Still as soon as you want something like USB for Audio you probably don't want to re-implement the USB stack and USB peripheral driver from scratch. Or multitasking. (maybe use FreeRTOS on an Omega? ;))
How is data shared between the Omegas? You say you have a 'combined RAM' but the memory / data bus of the Omega isn't exposed? How are they going to have shared memory?
As for the video output, I think the fastest way to output the framebuffer would actually be USB because of its highest available bitrate. That's why I started using USB display adapters (here), they have an ok performance for low resolutions (90FPS @ 160 × 144 @ 16bpp) but need substantial optimizations for higher resolutions. I did rendering to SPI displays here.
Or:
use the even higher-speed Ethernet peripheral and an FPGA to render to a SPI display an HDMI encoder chip
write framebuffer into shared RAM or a dedicated RAM which a FPGA renders out
The only problem I see with graphics / 3D performance is the missing GPU. Everything has to be done in software. Maybe you can at least accellerate a few 2D operations with DMA acellerated copying though. I was using software-rendered OpenGL here (MESA 3D).

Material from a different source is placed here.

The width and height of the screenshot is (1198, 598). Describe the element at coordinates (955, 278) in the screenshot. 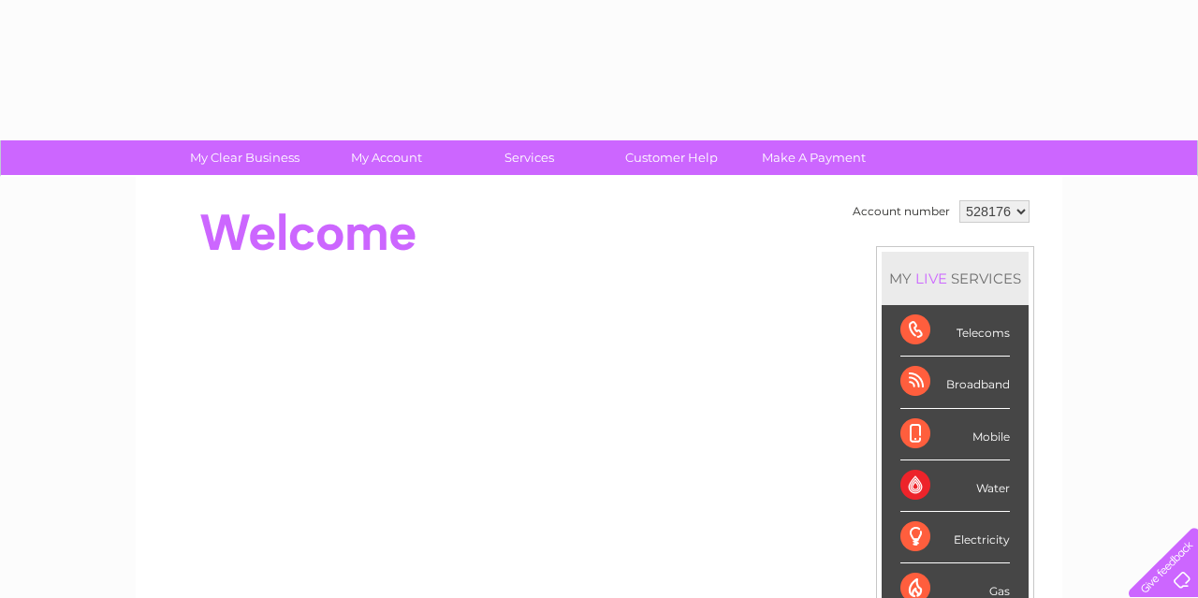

The whole thing sounds a like a modern Nintendo64 (64-bit MIPS CPU @ 93.75MHz for game logic, 64-bit Reality Coprocessor @ 62.5MHz as GPU, audio processor, I/O processor, loadable with custom Microcode for programming the rendering stages), just that we have two 580MHz 32-bit MIPS cores now (with a 64-bit DSP).
links with it are very welcome
Only datasheet of the MT7688 I know of is at https://labs.mediatek.com/en/chipset/MT7688 and https://docs.labs.mediatek.com/resource/linkit-smart-7688/en/documentation, I'd gather the rest of peripheral drivers from the linux source code and patches (https://github.com/OnionIoT/source) or other bare-metal implementation (e.g. GPIO)
Anyways if you want to work together I'd be a happy about a mail.